Whenever talk turned to retirement plans, Joe Freeman’s colleagues with White Castle — a chain of fast-food restaurants in the Midwest — would scoff when he shared his.
“I said I was going to buy some dirt with the money I made from my profit-sharing funds,” he says. “One guy asked if I was going into the landscape business. I said no, that I was going back home to Mississippi, where I’d buy a farm and raise cattle. They always thought I was kidding.”
He wasn’t.
After 40 years with White Castle, Freeman retired as a regional director in March 2006. True to his word, he and his wife, Rosemary, bought a 61-acre farm and built a new home near Senatobia, Miss., not far from where he was born in 1948.
In a classic case of “you can’t take the country out of the boy,” Joe Freeman retired from a career in Chicago to return to the farm life he left in rural Mississippi decades earlier.
“My parents were sharecroppers, and I was the youngest of four children,” Freeman tells. “We lived in a small house with no electric lights or indoor plumbing. I went to school in a one-room schoolhouse next to our church. One teacher taught all the kids, first grade through seventh. We didn’t get any coal from the state, so in the winter, we’d have class in the church and use the heater there.”
Hard Work Pays Off
To this day, Freeman remembers earning his very first nickel at age six.
“Ed Sanders, who owned the farm where my parents worked, was up in years and didn’t walk well,” he says. “So whenever the mailman came, I’d get the mail for him, then he’d give me a nickel. At the end of the week, I had a quarter for a Coke and ice cream.”
In 1959, the Freemans moved to another house with two electric lights. Within a few years, though, they’d move again. “Sharecropping was on the way out, and my mother was sick. So my sister, who lived in Chicago, called for us, and we moved there near the end of 1964.”
Acclimating to an urban high school took time, but Freeman soon excelled in his classes. He also landed a part-time job with White Castle, so he could make some extra money to take a young lady he’d met during summer school out on dates.
“As soon as I saw Rosemary, I knew she’d be my wife,” he says. The couple married in May 1967 and raised three sons: Joe Jr., Jeffery and Jamie.
Meanwhile, “as a senior, I’d planned to go to college and teach history,” he says. “But then I had a choice — either work as a supervisor with White Castle for $7,000 a year and a brand-new car, or go to college for four years and earn a teacher’s salary of $5,000.”
His decision to stay with White Castle proved to be a good one. Within two years, Freeman was promoted to a store supervisor in Chicago. From there, he moved up the ranks. “I worked in management for most of my 40 years with the company,” he says.
Heading Home
As the years went by, Freeman often talked about returning home. But no one believed he would follow through.
In 2003, he began laying the groundwork toward reaching his goal. “We bought a 20-acre farm near Tyro, where I grew up,” Freeman says. “The Mississippi Land Bank in Senatobia helped us finance the land.” Three years later — much to the surprise of friends and family members in Chicago — the couple partnered with the bank again, this time to purchase land east of Senatobia.
“Branch Manager Joe Hill has a real love of the land, just like I do,” Freeman says. “We’re on the same page. So it was a good fit working with him and the Land Bank.
“My intention was always to raise cattle,” he continues. “So when this place came up for sale, we came down from Chicago to take a look. All Rosemary saw were the briars, but I saw potential.” They closed the deal in May 2006. A year later, the couple moved into their spacious new home.
A New Life Far From the City
Right away, Freeman set to work clearing bramble thickets, building fences and putting in ponds among the gently rolling hills. Never far from his side was Ditty Bite, his favorite cow dog.
“He and I would get up every morning and go probing around,” Freeman recalls. “Where the place hadn’t been cleared off, we’d peek and plan. We’d even go out in the rain, because then we saw how the water ran off. That’s how we figured out where to put the lakes.”
Their observations paid off. Within two months, rainwater filled up Freeman’s new lakes. They’ve since been stocked with crappie, bass, catfish and bluegill. Sadly, Ditty Bite died in 2009 (but he left behind three pups, two of which resemble him).
In his white Ford pickup — “a retirement gift to myself,” he admits — Freeman surveys the farm daily, usually armed with a “Joe blade” tool that he uses to whack weeds and branches. Tending 30 head of cattle keeps him busy, too.
“My plan is to have a registered Angus herd. During my first five years, I’ve bought what I could and built a ‘scrap’ herd with my Angus bull. At the end of five years, I’ll sell my herd and use the cash to buy registered Angus,” he says.
“When I started with White Castle, burgers sold for 12 cents,” Freeman adds. “When the company started in 1921, they sold for 5 cents. So I like to say, too — all this from just a nickel!”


→ ASSIGNMENT
Below, find the line containing "This screenshot has height=598, width=1249." and the line containing "This screenshot has height=660, width=1299."; reproduce exactly those two and every line between them, omitting pictures.

→ PROVIDED RECORDS

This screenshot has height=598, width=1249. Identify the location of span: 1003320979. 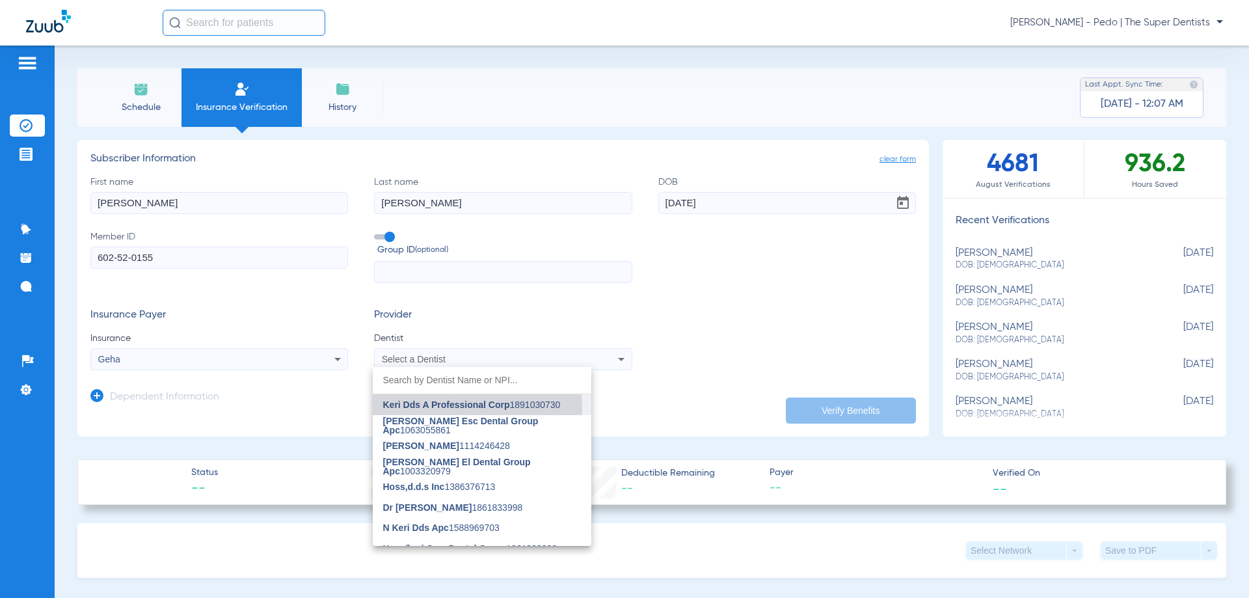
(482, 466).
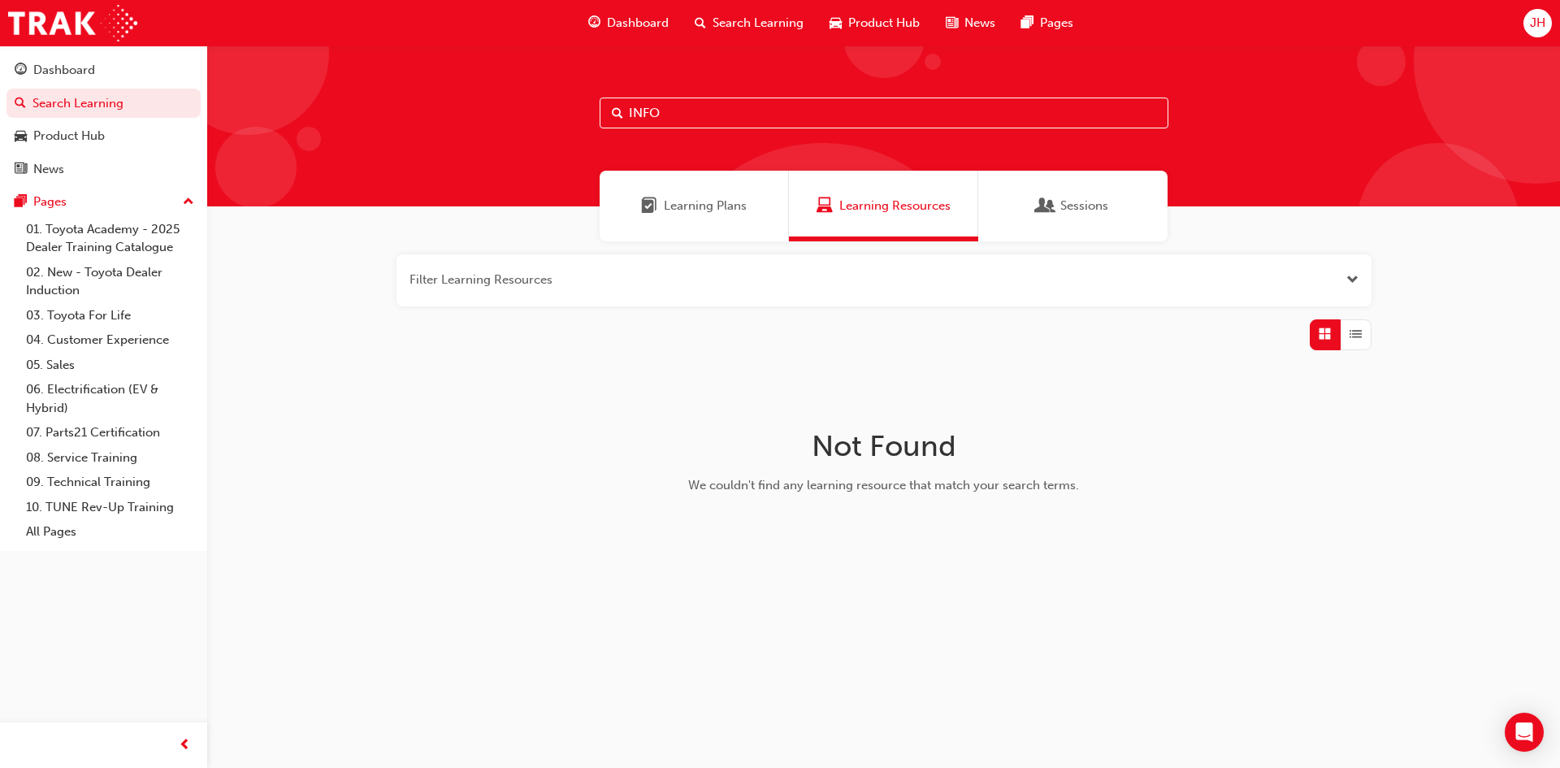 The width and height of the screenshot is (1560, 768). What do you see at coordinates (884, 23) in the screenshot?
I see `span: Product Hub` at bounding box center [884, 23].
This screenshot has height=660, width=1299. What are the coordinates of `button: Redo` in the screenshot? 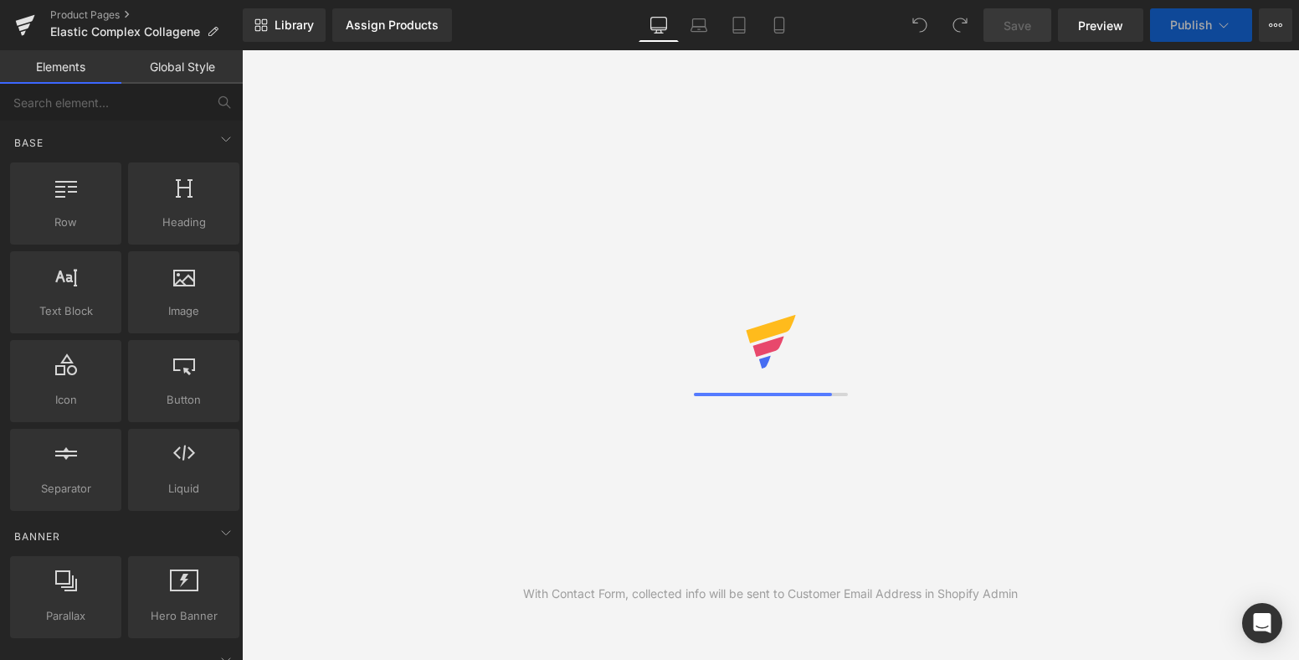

...

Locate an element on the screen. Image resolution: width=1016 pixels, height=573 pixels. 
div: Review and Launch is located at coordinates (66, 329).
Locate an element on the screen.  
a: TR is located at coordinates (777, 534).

→ RESPONSE BOX
This screenshot has height=598, width=1249. Identify the location of span: 1003320979. 
(482, 466).
 The width and height of the screenshot is (1560, 768). What do you see at coordinates (884, 23) in the screenshot?
I see `span: Product Hub` at bounding box center [884, 23].
This screenshot has height=660, width=1299. What are the coordinates of `button: Redo` in the screenshot? 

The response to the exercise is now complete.